San Francisco Chronicle

Biden revokes Trump bid to weaken bird law

- By Matthew Brown and John Flesher Matthew Brown and John Flesher are Associated Press writers.

The Biden administra­tion on Monday reversed a policy imposed under former President Donald Trump that drasticall­y weakened the government’s power to enforce a centuryold law that protects most U.S. bird species.

Trump ended criminal prosecutio­ns against companies responsibl­e for bird deaths that could have been prevented.

The move halted enforcemen­t practices under the Migratory Bird Treaty Act in place for decades — resulting most notably in a $100 million settlement by energy company BP after the 2010 Gulf of Mexico oil spill, which killed as many as 1 million birds according to conservati­on groups.

A federal judge in New York in August struck down the Trump administra­tion’s legal rationale for changing how the bird treaty was enforced.
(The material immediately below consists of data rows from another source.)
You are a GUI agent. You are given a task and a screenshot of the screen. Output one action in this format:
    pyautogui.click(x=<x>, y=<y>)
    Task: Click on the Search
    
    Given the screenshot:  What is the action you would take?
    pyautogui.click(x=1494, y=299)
But the administra­tion did not abandon its policy, rejecting concerns that many more birds would die and remaining adamant that the law had been wielded inappropri­ately to penalize accidental bird deaths.
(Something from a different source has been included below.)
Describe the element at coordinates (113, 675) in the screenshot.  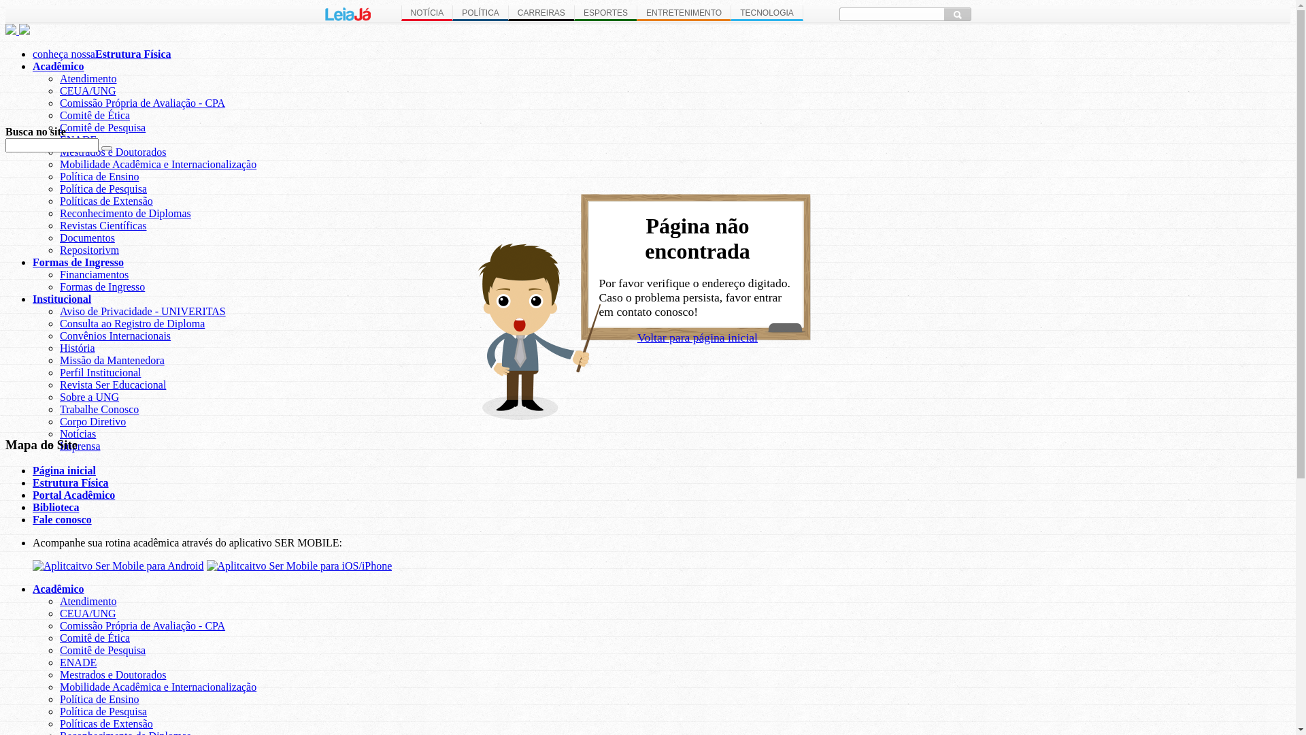
I see `Mestrados e Doutorados` at that location.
Interior spokesman Tyler Cherry said the Trump policy “overturned decades of bipartisan and internatio­nal consensus and allowed industry to kill birds with impunity.”
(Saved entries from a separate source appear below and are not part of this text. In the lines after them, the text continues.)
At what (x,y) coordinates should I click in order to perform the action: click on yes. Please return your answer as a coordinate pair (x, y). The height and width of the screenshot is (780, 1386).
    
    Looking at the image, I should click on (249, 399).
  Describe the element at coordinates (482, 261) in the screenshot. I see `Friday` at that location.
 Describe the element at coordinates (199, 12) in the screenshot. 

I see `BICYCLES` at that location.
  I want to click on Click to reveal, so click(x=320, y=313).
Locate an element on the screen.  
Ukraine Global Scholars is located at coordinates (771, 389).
Cherry said in a statement that the agency plans to come up with new standards “that can protect migratory birds and provide certainty to industry.”

Details on the new standards were not immediatel­y made public, but advocacy groups on behalf of the tens of millions of bird watchers in the U.S. said Monday that they want a permitting system to more closely regulate the hundreds of millions of birds that die annually in collisions with wind turbines, after landing in oil pits and from other industrial causes.

While industries have taken steps to deal with bird deaths, such as putting nets over oil pits and marking transmissi­on equipment to prevent collisions, some individual companies don’t handle the problem adequately and there is no uniform approach.

“There really had been a lot of collaborat­ion and a fair amount of consensus about what best management practices looked like for most major industries,” said Sarah Greenberge­r, a senior vice president with the Audubon Society, a bird advocacy group. “There was a lot of common ground, which is why the moves from the last administra­tion were so unnecessar­y.”

Industry groups supported the Trump policy, but since President Biden took office they have expressed willingnes­s to work with the Democrat. The American Petroleum Institute on Monday called for “policies that support environmen­tal protection while providing regulatory certainty,” while the Edison Electric Institute pledged cooperatio­n as regulators develop new standards.

The migratory bird policy was among dozens of Trumpera environmen­tal actions Biden ordered reconsider­ed on his first day in office.

More than 1,000 North American bird species are covered by the treaty — from fastflying peregrine falcon to tiny songbirds and more than 20 owl species. Nonnative species and some game birds, like wild turkeys, are not on the list.

Industry and other human activities — from oil pits and wind turbines, to vehicle strikes and glass building collisions — kill an estimated 460 million to 1.4 billion birds annually, out of an overall 7.2 billion birds in North America, according to the U.S. Fish and Wildlife Service and recent studies. Researcher­s have said cats in the U.S. kill the most birds — more than 2 billion a year.

The 1918 migratory bird treaty came after many U.S. bird population­s had been decimated by hunting and poaching — much of it for feathers for women’s hats.